Salesforce Warns ShinyHunters: There is a serious threat campaign going on right now that is going after Experience Cloud sites that are not set up correctly This article explores sensitive information shinyhunters. . The infamous hacker group ShinyHunters has taken credit for a huge data theft operation that took advantage of guest user settings that were too open, affecting hundreds of well-known companies.
Salesforce's Cyber Security Operations Center says that this campaign does not depend on a flaw in the Salesforce platform itself. Instead, it takes advantage of mistakes made by customers. In a standard Experience Cloud setup, a guest user profile lets people who aren't logged in see public data. But when these profiles are set up wrong and have too many permissions, sensitive internal records are made public.
The threat actors are using a modified version of Aura Inspector, an open-source tool that Mandiant made for security auditing, to scan a lot of public sites at once. The standard tool can find risks of data exposure, but ShinyHunters made their own version that can actively extract data. By probing certain exposed API endpoints, attackers can directly query Salesforce CRM objects without logging in to get sensitive information.
ShinyHunters says it has hacked into up to 400 websites and about 100 well-known businesses. Follow-up targeted social engineering and voice phishing attacks are made easier by the stolen data, which often includes personal information like names and phone numbers. The group is also using its well-known extortion methods, saying that if the ransoms aren't paid, they will publish the stolen business data on dark web leak sites.
Getting to the Bottom of the Data Access Problem Salesforce uses a layered security model that includes object access, record access, field-level security, and field value masking. If any of these layers are set up too broadly for guest users, the whole chain is broken. This lets attackers get around interface restrictions and get unmasked data straight from the backend database.
Salesforce says that administrators need to immediately switch to a least privilege access model to keep their environments safe. Some important defensive actions are: Disable Public APIs: This is the change that will have the most effect. Organizations should uncheck the box that lets guest users access public APIs. This will immediately block unauthenticated queries to the targeted Aura endpoint.
Audit Guest Profiles: Check and limit guest user access to only the objects and fields that are absolutely necessary for the site to work. Set Defaults to Private: Make sure that the default setting for external object access is private so that guest users can't see records unless there are clear rules for sharing. Limit Internal Visibility: Turn off portal and site user visibility settings to stop attackers from finding out who works for your organization.
Turn off self-registration: Turn off public account creation if you don't need it. This will stop attackers from getting into your account as a guest and then getting into a real account. Companies that use Salesforce Experience Cloud need to quickly check their environments. To protect against this ongoing campaign, it's important to properly secure guest user settings.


• _Task instructions_: Give back the data in full. Leave nothing out.

======

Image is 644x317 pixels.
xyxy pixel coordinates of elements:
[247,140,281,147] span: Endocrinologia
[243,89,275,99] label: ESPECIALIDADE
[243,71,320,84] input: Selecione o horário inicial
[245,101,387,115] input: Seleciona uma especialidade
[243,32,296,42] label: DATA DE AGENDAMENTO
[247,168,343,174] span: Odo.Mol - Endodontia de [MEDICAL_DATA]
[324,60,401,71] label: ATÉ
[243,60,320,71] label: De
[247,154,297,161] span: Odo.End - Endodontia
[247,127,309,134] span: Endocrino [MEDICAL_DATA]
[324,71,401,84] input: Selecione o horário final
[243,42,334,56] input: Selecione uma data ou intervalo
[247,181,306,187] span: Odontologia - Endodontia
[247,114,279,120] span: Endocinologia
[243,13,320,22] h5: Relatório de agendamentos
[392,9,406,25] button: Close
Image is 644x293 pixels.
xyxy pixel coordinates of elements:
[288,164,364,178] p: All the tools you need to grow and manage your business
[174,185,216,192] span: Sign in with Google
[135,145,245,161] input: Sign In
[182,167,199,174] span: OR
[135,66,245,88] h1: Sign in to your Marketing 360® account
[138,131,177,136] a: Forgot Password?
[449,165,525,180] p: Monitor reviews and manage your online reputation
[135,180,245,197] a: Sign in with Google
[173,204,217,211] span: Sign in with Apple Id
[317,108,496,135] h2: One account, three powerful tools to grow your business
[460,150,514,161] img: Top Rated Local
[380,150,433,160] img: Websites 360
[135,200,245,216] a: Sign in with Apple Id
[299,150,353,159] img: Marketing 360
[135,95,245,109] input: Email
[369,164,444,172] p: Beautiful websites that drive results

======

• _Response area_:
Image is 644x317 pixels.
xyxy pixel coordinates of elements:
[247,140,281,147] span: Endocrinologia
[243,89,275,99] label: ESPECIALIDADE
[243,71,320,84] input: Selecione o horário inicial
[245,101,387,115] input: Seleciona uma especialidade
[243,32,296,42] label: DATA DE AGENDAMENTO
[247,168,343,174] span: Odo.Mol - Endodontia de [MEDICAL_DATA]
[324,60,401,71] label: ATÉ
[243,60,320,71] label: De
[247,154,297,161] span: Odo.End - Endodontia
[247,127,309,134] span: Endocrino [MEDICAL_DATA]
[324,71,401,84] input: Selecione o horário final
[243,42,334,56] input: Selecione uma data ou intervalo
[247,181,306,187] span: Odontologia - Endodontia
[247,114,279,120] span: Endocinologia
[243,13,320,22] h5: Relatório de agendamentos
[392,9,406,25] button: Close
Image is 644x293 pixels.
xyxy pixel coordinates of elements:
[288,164,364,178] p: All the tools you need to grow and manage your business
[174,185,216,192] span: Sign in with Google
[135,145,245,161] input: Sign In
[182,167,199,174] span: OR
[135,66,245,88] h1: Sign in to your Marketing 360® account
[138,131,177,136] a: Forgot Password?
[449,165,525,180] p: Monitor reviews and manage your online reputation
[135,180,245,197] a: Sign in with Google
[173,204,217,211] span: Sign in with Apple Id
[317,108,496,135] h2: One account, three powerful tools to grow your business
[460,150,514,161] img: Top Rated Local
[380,150,433,160] img: Websites 360
[135,200,245,216] a: Sign in with Apple Id
[299,150,353,159] img: Marketing 360
[135,95,245,109] input: Email
[369,164,444,172] p: Beautiful websites that drive results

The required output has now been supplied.